Your search Carel Claudius van Essen gave 131 results.
The last pagan emperor of Rome, closely associated with Mithras and Neoplatonic interpretations of the Sun God.
Roman emperor whose ceremonial reception of Tiridates I of Armenia established one of the earliest recorded links between Mithras and the Roman imperial court.
Partial marble statue of Mithras as a bullkiller found near Viale Latino, about 200 meters from Porta San Giovanni.
This altar mentioning the god Arimanius was found in 1655 at Porta San Giovanni, on the Esquilino.
The marble relief of Mithras killing the bull in Naples bears an inscription that calls the solar god omnipotentis.
Two fragments of a sandstone inscription from Gran in the Vosges, dated to the late second century, recording a dedication to Soli deo invicto by a servant of the dedicant, with possible mention of a portico and columns.
The tauroctonic relief from Dragus includes a naked flying figure that Vermaseren has identified as Phosporus or Lucifer.
Altar found in the church of S. Giovanni de Mercato in Rome, with a dedication to the holy Invictus Mithras by C. Tullius Trophimianus.
Altar formerly in the house of the de Vellis family near the Carmelites in Rome and now in the Museo delle Terme, with a dedication to Silvanus on one side and on the reverse a record by M. Aurelius Bassus, priest of Sol, of having made a fountain flow.
Marble altar from the gardens of the Villa Giustiniani near Porta Flaminia, dedicated to Sol Invictus Mithras as a votive offering by Vestalis, servant of the Caesars, and C. Vettius Augustalis.
Large marble altar found near S. Giovanni in Laterano, dedicated by Sextilius Agesilaus Aedesius, pater patrum of Sol Invictus Mithras, to the Great Mother and Attis following his taurobolium and criobolium, dated to 376 A.D.
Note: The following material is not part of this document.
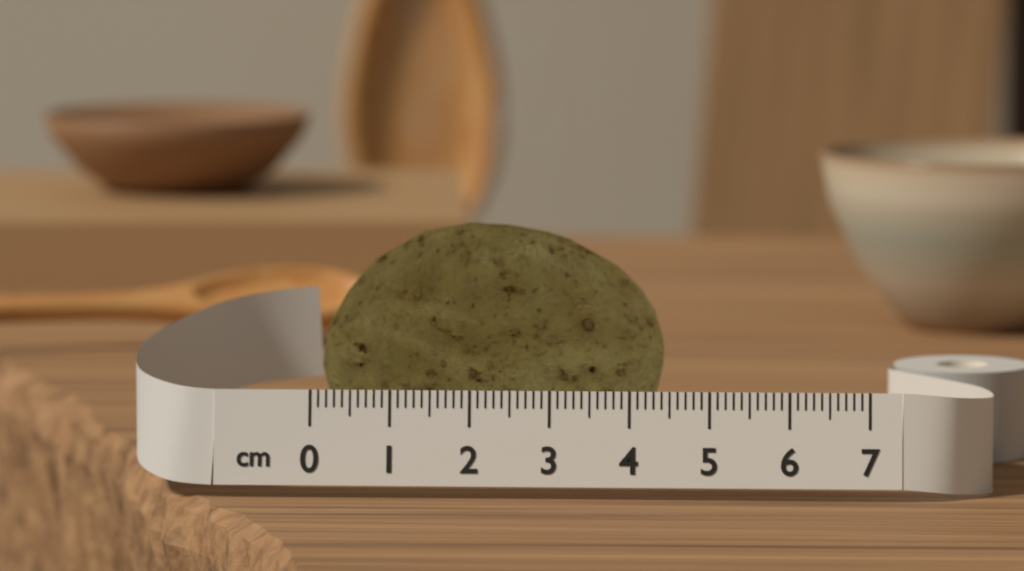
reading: 4.4 cm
Tiburtine stone tablet found in 1740 near S. Balbina, with a dedication by T. Aelius Tryfon, priest of Sol Invictus, to the Invicti and Silvanus, erected after a vision.
Coins found in the lower sandy strata of the S. Prisca Mithraeum, ranging from the time of Claudius to the late 4th century, including issues of Commodus, Crispina, Diocletianus, Galerius, Constans and Valens.
Two Mithraic monuments discovered during the 1935 excavations of the Dolichenum on the Aventine, together with statues of Sol, Luna, Venus, Silvanus and Hercules, now in the Museo Capitolino; the only certain Mithraic finds from a Dolichenum.
Deposit of twenty-three coins from the Mithraeum at Schachadorf, Noricum, spanning from Claudius II to Valentinianus II and providing a terminus for the sanctuary's use.
Limestone altar dedicated to Cautes by the Roman optio Septimius Valentinus, discovered in the Mithraeum of Sárkeszi in Pannonia Inferior.
Fragmentary limestone altar dedicated by Septimius Valentinus, an optio, probably discovered in Mithraeum IV at Aquincum.
Arabia connected the Roman Near East to caravan routes, desert frontiers and the commercial networks of the southern Levant.
Lugdunum, currently Lyon, France, was the capital of the Roman province of Gallia Lugdunensis. The city was founded in 43 BC by Lucius Munatius Plancus. Two emperors, Claudius and Caracalla, were born in Lugdunum.
Mampsis or Memphis, today Mamshit, Arabic Kurnub, is a former Nabataean caravan stop and Byzantine city.